| Literature DB >> 19648916 |
Arthur Brady1, Steven L Salzberg.
Abstract
Metagenomics projects collect DNA from uncharacterized environments that may contain thousands of species per sample. One main challenge facing metagenomic analysis is phylogenetic classification of raw sequence reads into groups representing the same or similar taxa, a prerequisite for genome assembly and for analyzing the biological diversity of a sample. New sequencing technologies have made metagenomics easier, by making sequencing faster, and more difficult, by producing shorter reads than previous technologies.

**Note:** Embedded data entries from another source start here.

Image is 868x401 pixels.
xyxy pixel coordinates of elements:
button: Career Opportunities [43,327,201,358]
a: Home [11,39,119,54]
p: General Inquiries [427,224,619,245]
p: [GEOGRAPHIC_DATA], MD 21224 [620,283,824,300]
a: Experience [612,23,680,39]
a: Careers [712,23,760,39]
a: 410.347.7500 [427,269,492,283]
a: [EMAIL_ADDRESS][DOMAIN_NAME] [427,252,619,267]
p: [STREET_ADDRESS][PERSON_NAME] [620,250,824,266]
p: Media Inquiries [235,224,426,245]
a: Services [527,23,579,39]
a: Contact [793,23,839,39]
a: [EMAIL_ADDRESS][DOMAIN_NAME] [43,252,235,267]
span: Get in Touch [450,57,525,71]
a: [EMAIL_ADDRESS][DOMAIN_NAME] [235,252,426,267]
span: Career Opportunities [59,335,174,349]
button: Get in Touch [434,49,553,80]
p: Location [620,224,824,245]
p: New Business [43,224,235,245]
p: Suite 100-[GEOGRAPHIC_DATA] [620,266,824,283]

Classifying sequences from reads as short as 100 base pairs has until now been relatively inaccurate, requiring researchers to use older, long-read technologies. We present Phymm, a classifier for metagenomic data, that has been trained on 539 complete, curated genomes and can accurately classify reads as short as 100 base pairs, a substantial improvement over previous composition-based classification methods. We also describe how combining Phymm with sequence alignment algorithms improves accuracy.Entities:
Mesh:
Substances:
Year: 2009 PMID: 19648916 PMCID: PMC2762791 DOI: 10.1038/nmeth.1358
Source DB: PubMed Journal: Nat Methods ISSN: 1548-7091 Impact factor: 28.547
Figure 1Percent accuracy of Phymm, with species-level matches masked, for read lengths from 100–1000 bp
Colored dots show classification accuracy reported for PhyloPythia at 1000 bp for genus-through phylum-level predictions, and for CARMA at 100 bp (as apercentage of the entire input data set) for genus-and phylum-level predictions.

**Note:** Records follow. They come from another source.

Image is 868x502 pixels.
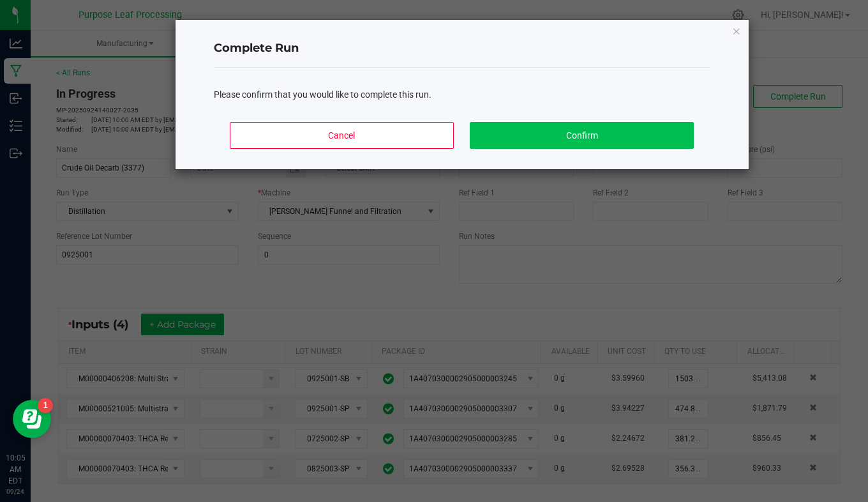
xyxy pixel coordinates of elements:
[230,122,453,149] button: Cancel
[38,398,53,413] iframe: Resource center unread badge
[732,23,741,38] button: Close
[214,41,710,57] h4: Complete Run
[214,88,710,101] div: Please confirm that you would like to complete this run.
[13,400,51,438] iframe: Resource center
[470,122,693,149] button: Confirm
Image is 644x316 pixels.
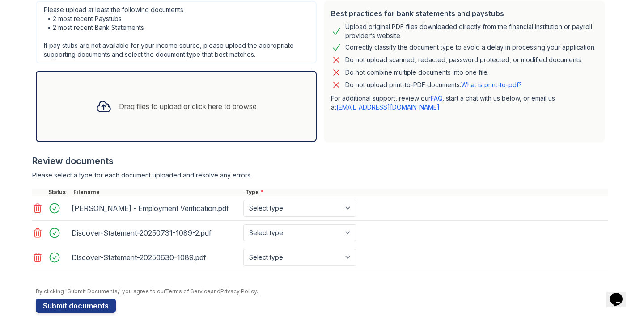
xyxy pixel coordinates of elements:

Comparison of performance accuracy, with same-species matches masked, for 1,000-bp reads, showing all three methods described in this study alongside PhyloPythia.
| Query Length | Phymm | BLAST | PhymmBL | PhyloPythia |
|---|---|---|---|---|
| Genus | 71.1 | 73.8 | 78.4 | 7.1 |
| Family | 77.5 | 79.2 | 84.8 | – |
| Order | 80.6 | 80.8 | 86.9 | 25.1 |
| Class | 85.4 | 84.1 | 90.6 | 30.8 |
| Phylum | 89.8 | 88.0 | 93.8 | 50.3 |
Accuracy is measured as the percentage of all reads for which each method produced the correct phylogenetic label. We performed this set of experiments once for each read length. All other experiments with our synthetic metagenome data set were performed only for 100-bp reads; each of these experiments was repeated 10 times. Results for experiments at all levels of the phylogeny, along with standard deviations for each result, are provided in Supplementary Tables 4–6.
Figure 2PhymmBL’s phylum-level population characterization of the AMD data
using (A) the RefSeq-generated IMMs plus IMMs generated from the draft genomes of the three dominant species in the AMD set, and (B) the RefSeq-generated IMMs on their own.
Figure 3PhymmBL’s species-level population characterization of the AMD data
using the RefSeq-generated IMMs plus IMMs generated from the draft genomes of the three dominant species in the AMD set.